Implement a small software that computes the CRC-32 for a text file. Then, modify the contents of the file to change an even number of bits or an odd number of bits inside the file. When modifying the file, remember that an ASCII file is composed of 8 bits characters that are encoded by using the ASCII table that you can find at : http://en.wikipedia.org/wiki/ASCII . You can also write a small program that produces binary files that are a small variation of each other.

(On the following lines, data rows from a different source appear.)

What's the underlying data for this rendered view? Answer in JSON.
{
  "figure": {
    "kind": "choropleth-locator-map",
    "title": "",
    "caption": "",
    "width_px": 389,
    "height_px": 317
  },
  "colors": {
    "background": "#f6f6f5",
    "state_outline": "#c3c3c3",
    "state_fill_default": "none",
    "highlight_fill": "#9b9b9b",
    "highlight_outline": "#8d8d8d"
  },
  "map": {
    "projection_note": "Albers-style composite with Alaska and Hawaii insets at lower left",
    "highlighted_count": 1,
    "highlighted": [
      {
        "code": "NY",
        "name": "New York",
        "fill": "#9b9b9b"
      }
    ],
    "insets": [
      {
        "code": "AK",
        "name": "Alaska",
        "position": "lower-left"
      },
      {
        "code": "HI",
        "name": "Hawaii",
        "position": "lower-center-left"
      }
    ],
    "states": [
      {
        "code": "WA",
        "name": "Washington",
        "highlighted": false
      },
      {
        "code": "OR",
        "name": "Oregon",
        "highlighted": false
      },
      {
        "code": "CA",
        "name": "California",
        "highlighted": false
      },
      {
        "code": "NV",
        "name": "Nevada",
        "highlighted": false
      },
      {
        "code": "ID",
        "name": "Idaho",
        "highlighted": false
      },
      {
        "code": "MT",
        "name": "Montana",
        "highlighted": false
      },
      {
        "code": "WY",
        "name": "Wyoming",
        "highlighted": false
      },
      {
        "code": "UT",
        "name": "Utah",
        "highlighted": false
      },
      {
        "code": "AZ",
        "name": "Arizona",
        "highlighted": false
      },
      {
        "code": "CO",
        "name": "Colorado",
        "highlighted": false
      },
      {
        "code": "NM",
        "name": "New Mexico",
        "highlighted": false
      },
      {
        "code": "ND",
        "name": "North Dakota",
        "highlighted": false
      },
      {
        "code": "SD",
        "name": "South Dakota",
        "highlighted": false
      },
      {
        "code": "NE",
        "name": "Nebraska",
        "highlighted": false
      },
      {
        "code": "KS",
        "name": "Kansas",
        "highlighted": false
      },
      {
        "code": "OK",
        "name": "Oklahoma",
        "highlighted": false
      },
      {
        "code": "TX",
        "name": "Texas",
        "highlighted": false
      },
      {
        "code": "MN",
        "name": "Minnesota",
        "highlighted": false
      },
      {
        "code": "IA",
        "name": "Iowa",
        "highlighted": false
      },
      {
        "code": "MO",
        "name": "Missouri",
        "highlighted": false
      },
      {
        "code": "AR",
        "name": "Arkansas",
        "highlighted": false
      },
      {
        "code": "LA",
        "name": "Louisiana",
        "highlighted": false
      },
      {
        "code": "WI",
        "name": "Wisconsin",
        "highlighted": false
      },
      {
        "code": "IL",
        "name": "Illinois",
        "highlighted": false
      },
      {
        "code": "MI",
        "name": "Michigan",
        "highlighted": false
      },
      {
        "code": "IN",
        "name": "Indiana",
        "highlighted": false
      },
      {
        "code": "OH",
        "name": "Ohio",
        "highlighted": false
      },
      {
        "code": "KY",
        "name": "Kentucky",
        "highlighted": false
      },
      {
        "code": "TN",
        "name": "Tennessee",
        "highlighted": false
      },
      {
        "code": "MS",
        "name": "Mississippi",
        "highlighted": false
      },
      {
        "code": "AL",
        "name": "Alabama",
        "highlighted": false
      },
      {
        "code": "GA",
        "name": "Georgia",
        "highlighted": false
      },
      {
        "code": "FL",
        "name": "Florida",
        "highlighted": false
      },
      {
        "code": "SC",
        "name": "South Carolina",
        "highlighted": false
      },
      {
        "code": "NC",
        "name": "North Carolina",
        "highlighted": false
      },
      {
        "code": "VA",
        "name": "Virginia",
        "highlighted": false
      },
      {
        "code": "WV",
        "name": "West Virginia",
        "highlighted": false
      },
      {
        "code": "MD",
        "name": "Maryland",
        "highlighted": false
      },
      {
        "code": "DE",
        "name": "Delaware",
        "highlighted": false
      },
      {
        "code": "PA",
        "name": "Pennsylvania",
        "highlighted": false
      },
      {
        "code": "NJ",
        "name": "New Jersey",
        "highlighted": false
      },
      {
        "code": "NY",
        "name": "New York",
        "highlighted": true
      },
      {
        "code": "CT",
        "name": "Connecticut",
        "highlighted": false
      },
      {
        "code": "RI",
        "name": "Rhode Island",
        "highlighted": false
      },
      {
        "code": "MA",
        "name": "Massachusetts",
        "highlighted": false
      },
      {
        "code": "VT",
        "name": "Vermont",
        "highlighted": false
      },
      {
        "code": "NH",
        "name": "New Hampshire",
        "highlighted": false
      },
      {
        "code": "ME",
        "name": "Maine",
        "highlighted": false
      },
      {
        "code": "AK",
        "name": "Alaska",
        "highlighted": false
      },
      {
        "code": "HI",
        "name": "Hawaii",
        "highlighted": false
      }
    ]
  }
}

  1. Checksums and CRCs should not be confused with secure hash functions such as MD5 defined in RFC 1321 or SHA-1 described in RFC 4634. Secure hash functions are used to ensure that files or sometimes packets/segments have not been modified. Secure hash functions aim at detecting malicious changes while checksums and CRCs only detect random transmission errors. Use the shasum or md5sum programs on Linux to perform the same tests as above.

Discussion questions

  1. Consider two high-end servers connected back-to-back by using a 10 Gbps interface. If the delay between the two servers is one millisecond, what is the throughput that can be achieved by a reliable protocol that is using 10,000 bits frames and a window of
  • one frame
  • ten frames
  • hundred frames
  1. Is it possible for a go-back-n receiver to inter-operate with a selective-repeat sender ? Justify your answer.
  2. Is it possible for a selective-repeat receiver to inter-operate with a go-back-n sender ? Justify your answer.
  1. A go-back-n receiver has sent \(2^n\) data segments. All the segments have been received correctly and in-order by the receiver, but all the returned acknowledgements have been lost. Show by using a time sequence diagram (e.g. by considering a window of four segments) what happens in this case. Can you fix the problem on the go-back-n sender ?
  2. Same question as above, but assume now that both the sender and the receiver implement selective repeat. Note that the answer can be different from the above question.